Tuesday, December 9, 2008

REVIEW: AUSTRALIA (***)

The one thing you can’t accuse filmmaker Baz Luhrmann of is short-changing his audience. With his latest film, AUSTRALIA (***), you get four movies in one over the course of 165 minutes: a cattle-driving western, a bombs-away WWII movie, a fish-out-of-water romance, and a socially-conscious racial message movie. With shades of RED RIVER, GONE WITH THE WIND, PEARL HARBOR, and RABBIT PROOF FENCE running through its cinematic veins, Luhrmann, himself an Australian, has cooked up an over-long but mostly entertaining Cliff’s Notes guide to the Outback. He has tamped down on his rambunctious editing style yet maintained his swooping sense of camera movement and flair for the melodramatic. It’s a visually ravishing epic, brimming with self-indulgence and a level of exuberance which can only come from a passionate filmmaker who has his sights set high. Working with three screenwriters, including Stuart Beattie (COLLATERAL), Ronald Harwood (THE PIANIST), and Richard Flanagan, it’s as if Luhrmann felt he needed to cram everything he could possibly think of into the sprawling narrative of AUSTRALIA; it’s as if he’d never be making a film again. The film smells of too many cooks in the kitchen, but even when the story becomes unwieldy, Luhrmann’s showmanship serves as a potent reminder of his estimable visual skills.
AUSTRALIA revolves around an English aristocrat named Sarah Ashley (a prim and proper Nicole Kidman) who has come to Australia to check in on her supposedly philandering husband, who owns a cattle ranch called Faraway Downs. Upon her arrival, she learns that her husband has been murdered, apparently by an Aboriginal King. After firing a nefarious cattle baron (David Wenham, oozing villainy), Sarah recruits the mysterious Drover, a rugged, super-manly Hugh Jackman who let’s his ample chest beaver do most of his acting for him. The Drover is just that – a man defined by his job. All machismo, all the time. We never learn much more than surface details about him, or Sarah for that matter; they are archetypes rather than fully fleshed out characters. And in this sort of movie, that’s all we really need. We know that upon first glance, Sarah will hate Drover. And that Drover will have no use for Sarah. But before long, they’ll be making passionate, candle-lit love and engaging in juicy, movie-star make-out sessions. So Sarah and Drover embark on a perilous, 1,500 mile cattle drive, to the port of Darwin, in an effort to sell all the cattle and save the ranch. Along for the ride is the half-caste Nullah, rudely referred to as a “creamy” by everyone except for Sarah, Drover, and his family. Nullah, who represents the “stolen generation” of half-Aboriginal children born to Aboriginal women and white-European fathers, provides voice-over narration throughout the entirety of AUSTRALIA; it’s really his story when it’s all boiled down. After the cattle drive, we get tragedy: the Japanese bombing of Darwin. And before the credits start to roll, we also need to sort through the specifics of Sarah’s husband’s death, who’s responsible, and who will go down for it.

AUSTRALIA is over-stuffed, excessive in almost every department. It skirts the overly tragic by neatly tying up all of its threads by the end of its run time and while the film is never boring, it’s way too long and would’ve benefited from tighter cutting. In a way, it’s reminiscent of Peter Jackson’s theatrical cut of KING KONG, which felt like a DVD director’s cut. Fox bankrolled AUSTRALIA to the tune of $130 million, and judging from its first 10 days in theaters, the film will never come close to recuperating its cost solely from domestic ticket sales. It’s an old fashioned romantic epic that people over the age of 40 will really love (there was applause at the end of my screening) but that the under 40’s will probably avoid like the plague. And while the film is far from perfect, it’s a shame that more people won’t check it out. The cinematography by Mandy Walker is breathtaking and there are more than a handful of genuinely riveting set-pieces. There are some moments of dodgy CGI work (most notably during an otherwise rousing cattle stampede) and some people will find the more melodramatic moments to be a bit cheesy. But overall, Jackman and Kidman generate some tangible romantic heat and deliver solid performances, and Luhrmann’s desire to show off for his audience carries an undeniable energy. I was a big fan of what Luhrmann did with his hyper-active take on ROMEO JULIET but less impressed with his last feature, the overly-produced MOULIN ROUGE! AUSTRALIA rests somewhere in between those two films. I’d love to see Luhrmann go small next time out. Do something simple, something easy. But something tells me that “simple” and “easy” aren’t words in his vocabulary. AUSTRALIA may not be the Oscar contender that everyone at Fox thought they’d have on their hands, but it’s hardly a wipe-out, and it makes for a solid way to kill an afternoon at the movie theater.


Text in the records must be reproduced exactly, and pictures must be skipped.

..............................

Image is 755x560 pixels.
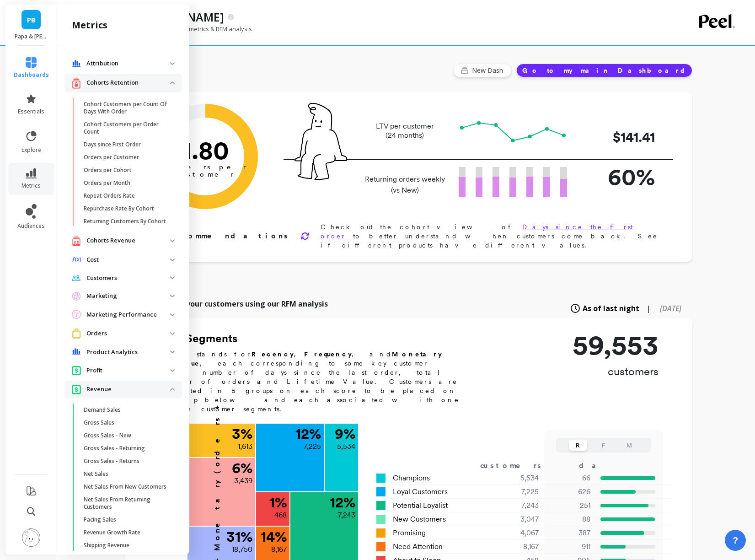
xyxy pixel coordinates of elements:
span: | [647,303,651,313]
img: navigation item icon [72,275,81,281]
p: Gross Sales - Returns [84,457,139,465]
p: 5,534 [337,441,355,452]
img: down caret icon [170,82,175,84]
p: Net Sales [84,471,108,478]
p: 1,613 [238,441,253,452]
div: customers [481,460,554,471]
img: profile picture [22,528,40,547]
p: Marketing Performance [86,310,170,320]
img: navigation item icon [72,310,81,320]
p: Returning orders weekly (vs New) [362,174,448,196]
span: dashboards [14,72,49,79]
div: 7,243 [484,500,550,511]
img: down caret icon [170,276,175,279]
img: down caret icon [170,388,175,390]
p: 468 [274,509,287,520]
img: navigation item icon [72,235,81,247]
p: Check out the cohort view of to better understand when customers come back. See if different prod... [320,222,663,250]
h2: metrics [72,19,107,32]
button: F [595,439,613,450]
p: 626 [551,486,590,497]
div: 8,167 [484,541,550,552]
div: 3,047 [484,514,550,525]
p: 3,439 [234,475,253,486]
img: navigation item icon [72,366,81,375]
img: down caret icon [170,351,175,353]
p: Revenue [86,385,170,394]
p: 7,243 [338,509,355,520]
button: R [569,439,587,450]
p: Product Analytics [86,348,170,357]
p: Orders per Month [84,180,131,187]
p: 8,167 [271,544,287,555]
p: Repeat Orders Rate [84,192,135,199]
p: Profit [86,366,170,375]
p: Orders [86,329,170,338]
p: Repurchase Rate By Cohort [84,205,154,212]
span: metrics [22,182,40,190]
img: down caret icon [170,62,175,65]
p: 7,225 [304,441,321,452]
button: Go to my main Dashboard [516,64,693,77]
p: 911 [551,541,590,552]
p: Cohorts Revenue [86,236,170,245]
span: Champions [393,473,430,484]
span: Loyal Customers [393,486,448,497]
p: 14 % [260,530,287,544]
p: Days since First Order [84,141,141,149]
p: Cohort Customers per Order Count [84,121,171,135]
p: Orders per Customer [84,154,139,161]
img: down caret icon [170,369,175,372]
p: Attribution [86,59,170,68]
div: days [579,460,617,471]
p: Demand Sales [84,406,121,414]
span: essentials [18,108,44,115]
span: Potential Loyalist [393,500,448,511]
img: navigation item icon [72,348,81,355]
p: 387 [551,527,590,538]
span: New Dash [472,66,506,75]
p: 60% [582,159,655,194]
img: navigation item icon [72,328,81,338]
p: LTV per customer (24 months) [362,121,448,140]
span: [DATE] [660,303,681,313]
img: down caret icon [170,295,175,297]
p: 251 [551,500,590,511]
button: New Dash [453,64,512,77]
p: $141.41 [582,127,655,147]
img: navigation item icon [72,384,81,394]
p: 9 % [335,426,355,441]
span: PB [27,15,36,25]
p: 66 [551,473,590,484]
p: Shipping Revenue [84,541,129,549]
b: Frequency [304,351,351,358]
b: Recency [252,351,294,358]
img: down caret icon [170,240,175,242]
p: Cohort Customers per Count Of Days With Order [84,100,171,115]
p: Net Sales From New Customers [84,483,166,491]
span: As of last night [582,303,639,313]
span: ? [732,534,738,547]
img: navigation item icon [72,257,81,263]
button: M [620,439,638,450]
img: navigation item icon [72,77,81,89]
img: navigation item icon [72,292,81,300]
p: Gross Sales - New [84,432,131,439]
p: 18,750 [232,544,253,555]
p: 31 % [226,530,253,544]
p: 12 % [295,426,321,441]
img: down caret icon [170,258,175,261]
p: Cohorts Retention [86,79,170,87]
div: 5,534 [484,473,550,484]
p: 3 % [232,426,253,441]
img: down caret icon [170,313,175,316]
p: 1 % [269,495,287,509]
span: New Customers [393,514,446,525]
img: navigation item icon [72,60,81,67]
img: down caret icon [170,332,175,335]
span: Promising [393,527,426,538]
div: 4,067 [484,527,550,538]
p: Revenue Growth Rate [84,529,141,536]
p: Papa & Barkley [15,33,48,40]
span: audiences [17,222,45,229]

..............................

▶ _Solution for this task_
Image is 755x560 pixels.
xyxy pixel coordinates of elements:
span: | [647,303,651,313]
img: navigation item icon [72,275,81,281]
p: Gross Sales - Returns [84,457,139,465]
p: 5,534 [337,441,355,452]
img: down caret icon [170,82,175,84]
p: Net Sales [84,471,108,478]
p: 1,613 [238,441,253,452]
div: customers [481,460,554,471]
img: profile picture [22,528,40,547]
p: Marketing Performance [86,310,170,320]
img: navigation item icon [72,310,81,320]
p: Returning orders weekly (vs New) [362,174,448,196]
span: dashboards [14,72,49,79]
div: 7,243 [484,500,550,511]
img: down caret icon [170,276,175,279]
img: down caret icon [170,388,175,390]
p: 468 [274,509,287,520]
img: navigation item icon [72,235,81,247]
p: Check out the cohort view of to better understand when customers come back. See if different prod... [320,222,663,250]
h2: metrics [72,19,107,32]
button: F [595,439,613,450]
p: 626 [551,486,590,497]
div: 8,167 [484,541,550,552]
div: 3,047 [484,514,550,525]
p: 3,439 [234,475,253,486]
img: navigation item icon [72,366,81,375]
img: down caret icon [170,351,175,353]
p: Revenue [86,385,170,394]
p: 7,243 [338,509,355,520]
button: R [569,439,587,450]
p: Product Analytics [86,348,170,357]
p: Orders per Month [84,180,131,187]
p: 8,167 [271,544,287,555]
p: Repeat Orders Rate [84,192,135,199]
p: Profit [86,366,170,375]
p: Orders [86,329,170,338]
p: Repurchase Rate By Cohort [84,205,154,212]
span: metrics [22,182,40,190]
img: down caret icon [170,62,175,65]
p: 7,225 [304,441,321,452]
button: Go to my main Dashboard [516,64,693,77]
p: 911 [551,541,590,552]
p: Cohorts Revenue [86,236,170,245]
span: Champions [393,473,430,484]
span: Loyal Customers [393,486,448,497]
p: 14 % [260,530,287,544]
p: Days since First Order [84,141,141,149]
p: Cohort Customers per Order Count [84,121,171,135]
p: Orders per Customer [84,154,139,161]
img: down caret icon [170,369,175,372]
p: Attribution [86,59,170,68]
div: days [579,460,617,471]
p: Demand Sales [84,406,121,414]
span: essentials [18,108,44,115]
span: Potential Loyalist [393,500,448,511]
img: navigation item icon [72,348,81,355]
p: 387 [551,527,590,538]
span: New Dash [472,66,506,75]
p: 60% [582,159,655,194]
img: navigation item icon [72,328,81,338]
p: LTV per customer (24 months) [362,121,448,140]
span: [DATE] [660,303,681,313]
img: down caret icon [170,295,175,297]
p: 251 [551,500,590,511]
button: New Dash [453,64,512,77]
p: $141.41 [582,127,655,147]
img: navigation item icon [72,384,81,394]
p: 9 % [335,426,355,441]
span: PB [27,15,36,25]
p: 66 [551,473,590,484]
p: Shipping Revenue [84,541,129,549]
b: Frequency [304,351,351,358]
b: Recency [252,351,294,358]
img: down caret icon [170,240,175,242]
p: Cohort Customers per Count Of Days With Order [84,100,171,115]
p: Net Sales From New Customers [84,483,166,491]
span: As of last night [582,303,639,313]
span: ? [732,534,738,547]
img: navigation item icon [72,257,81,263]
button: M [620,439,638,450]
img: navigation item icon [72,77,81,89]
img: navigation item icon [72,292,81,300]
p: Gross Sales - New [84,432,131,439]
p: 18,750 [232,544,253,555]
p: 31 % [226,530,253,544]
p: 12 % [295,426,321,441]
img: down caret icon [170,258,175,261]
p: Cohorts Retention [86,79,170,87]
div: 5,534 [484,473,550,484]
p: 3 % [232,426,253,441]
img: down caret icon [170,313,175,316]
p: 1 % [269,495,287,509]
span: New Customers [393,514,446,525]
img: navigation item icon [72,60,81,67]
img: down caret icon [170,332,175,335]
span: Promising [393,527,426,538]
div: 4,067 [484,527,550,538]
p: Revenue Growth Rate [84,529,141,536]
p: Papa & Barkley [15,33,48,40]
span: audiences [17,222,45,229]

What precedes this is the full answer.